She paid $5 to put it on layaway and made regular installments until she’d covered the $35 cost. When she finally clutched the gold braided handle of the pink floral hatbox and strutted out of the shop, she knew that this final touch to her pale pink Easter suit would place her among the best-dressed young ladies at Zion Baptist Church. And that would be no small feat, since proper church ladies back then all wore hats — their finest, of course, on Easter.
For generations, church sanctuaries across the nation on Sunday mornings, especially in black churches and especially on Easter, transformed into a collage of hats: straw ones, felt ones, velvet ones, every shape, size and color, with bows, jewels and feathers, reaching for the heavens.
But anyone walking into today’s services expecting to see a nonstop parade of women making fashion statements on their heads will be sorely disappointed. Many daughters and granddaughters of the women who made bold and flashy hats synonymous with the black church have not carried on the tradition.
Anita Saunders, 42, Elaine’s youngest daughter, grew up watching her mother’s generation flaunt their hats in church.
“And I always loved it,” says the Indianapolis resident. “It was part of Sunday, the experience of the hats. We looked forward to seeing what hat Sister So-and-So was going to wear. My friends, we all grew up in the same church with mothers who wore hats, but we don’t. And so, yes, it seems it’s fading out.”
Changing style
Elaine Saunders, a twice-retired Howard University graduate who worked in the federal government and nonprofit sector for more than 50 years, is part of that generation of black women who launched hat-wearing into the stratosphere. They walked tall in hats that seemed to scream “SEE ME” in a world and in religious institutions that often tried to relegate them to the sidelines. Their style was dignified, elegant, sometimes irreverent and even humorous, but it was always eye-catching.
“You have a certain air when you put on a hat. If you put on the whole shebang and you’re satisfied, you walk different. You act different. And people treat you different,” says Saunders, who works as a secretary at the University of the District of Columbia.
The whole shebang would be a hat that matches the suit that matches the shoes that match the bag. “I’m also a matcher,” Saunders says proudly. “I know that’s not the thing anymore. But I couldn’t care less.”
The National Museum of African American History and Culture, under construction on the Mall, will immortalize one source of this tradition when it re-creates the hat shop of Mae Reeves, a 99-year-old milliner who was one of the first black female business owners in downtown Philadelphia.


TASK GOAL
Make an exact copy of the lines from the one containing "This screenshot has width=935, height=449." through the end of the records below, and leave out every picture.

MATERIAL FOR THIS TASK
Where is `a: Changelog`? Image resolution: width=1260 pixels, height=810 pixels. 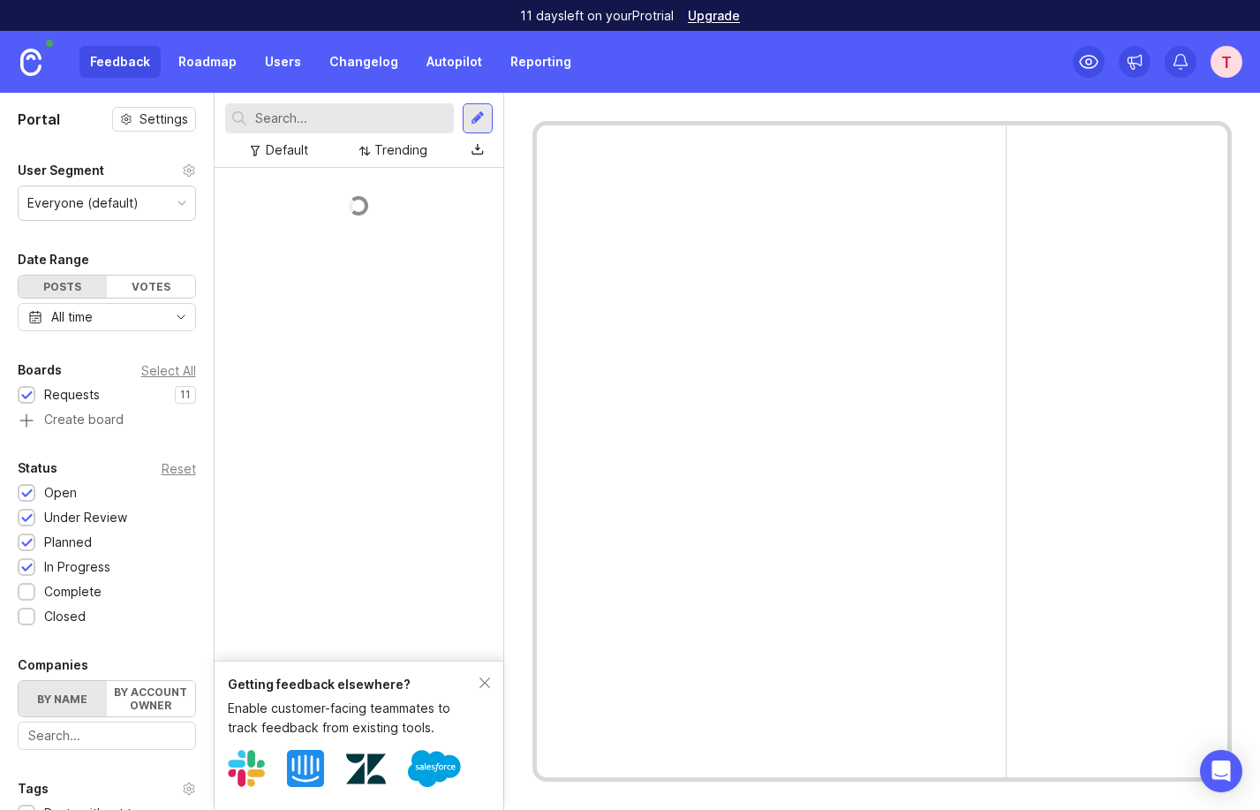 a: Changelog is located at coordinates (364, 62).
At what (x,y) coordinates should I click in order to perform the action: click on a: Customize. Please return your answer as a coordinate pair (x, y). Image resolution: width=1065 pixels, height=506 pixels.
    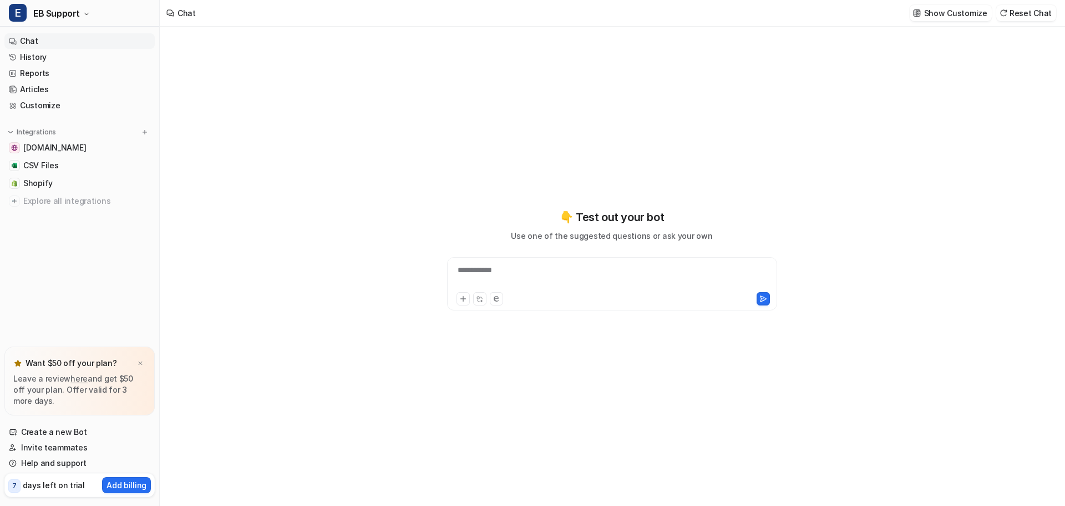
    Looking at the image, I should click on (79, 105).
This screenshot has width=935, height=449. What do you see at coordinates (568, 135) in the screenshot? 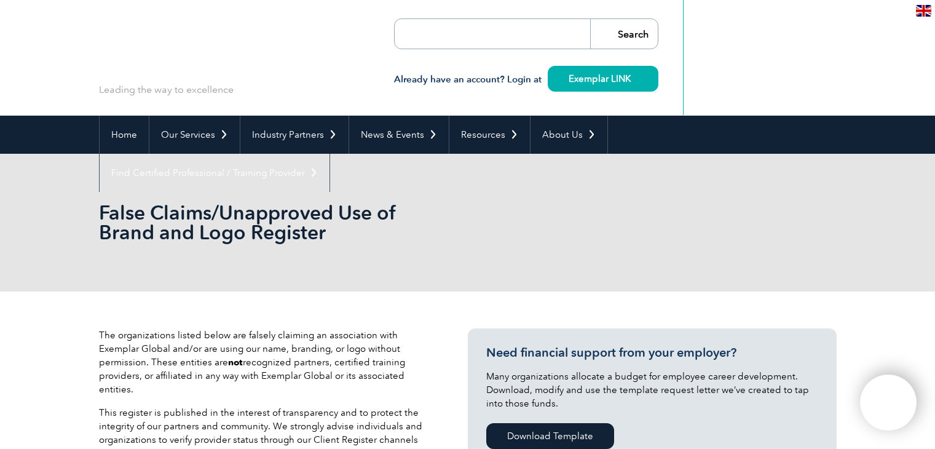
I see `a: About Us` at bounding box center [568, 135].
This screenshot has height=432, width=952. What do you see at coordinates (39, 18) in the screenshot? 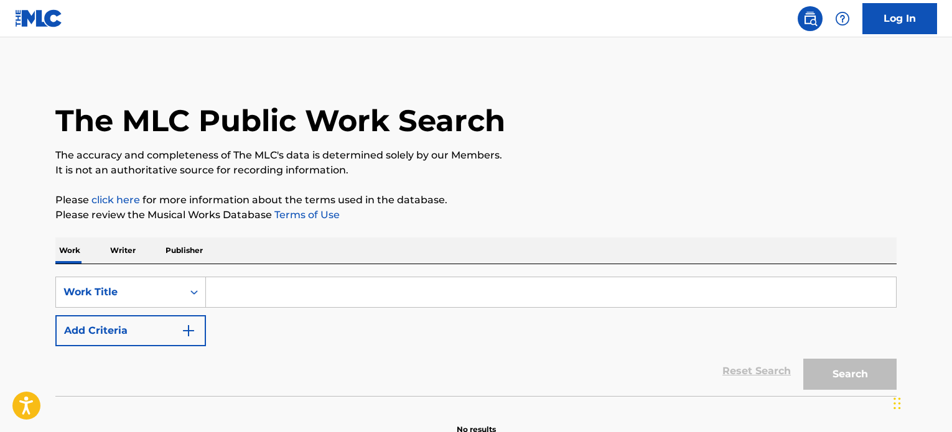
I see `img: MLC Logo` at bounding box center [39, 18].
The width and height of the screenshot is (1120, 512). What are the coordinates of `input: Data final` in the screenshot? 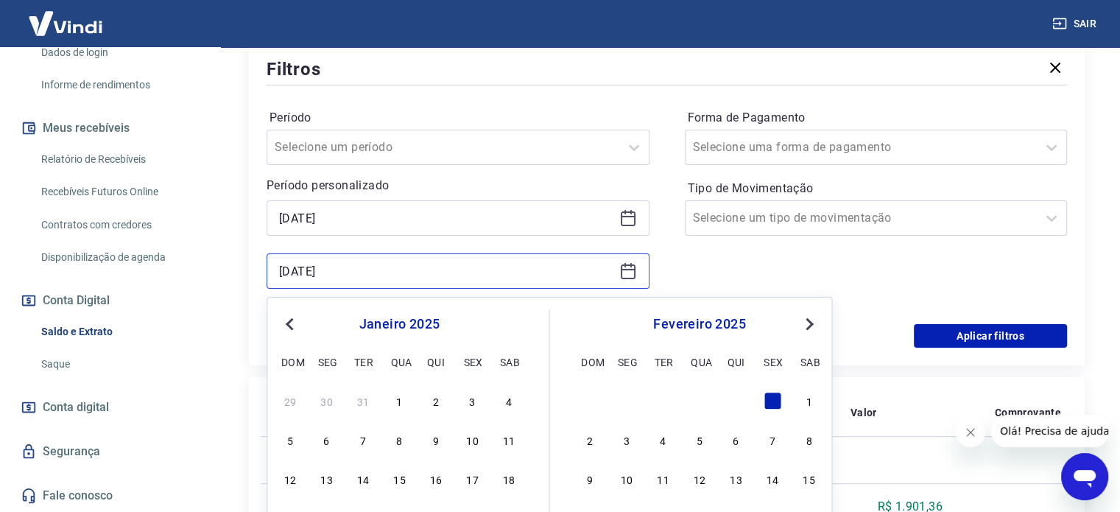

ANSWER SPACE
This screenshot has width=935, height=449. What do you see at coordinates (568, 135) in the screenshot? 
I see `a: About Us` at bounding box center [568, 135].
This screenshot has height=432, width=952. What do you see at coordinates (39, 18) in the screenshot? 
I see `img: MLC Logo` at bounding box center [39, 18].
The width and height of the screenshot is (1120, 512). What are the coordinates of `input: Data final` in the screenshot? 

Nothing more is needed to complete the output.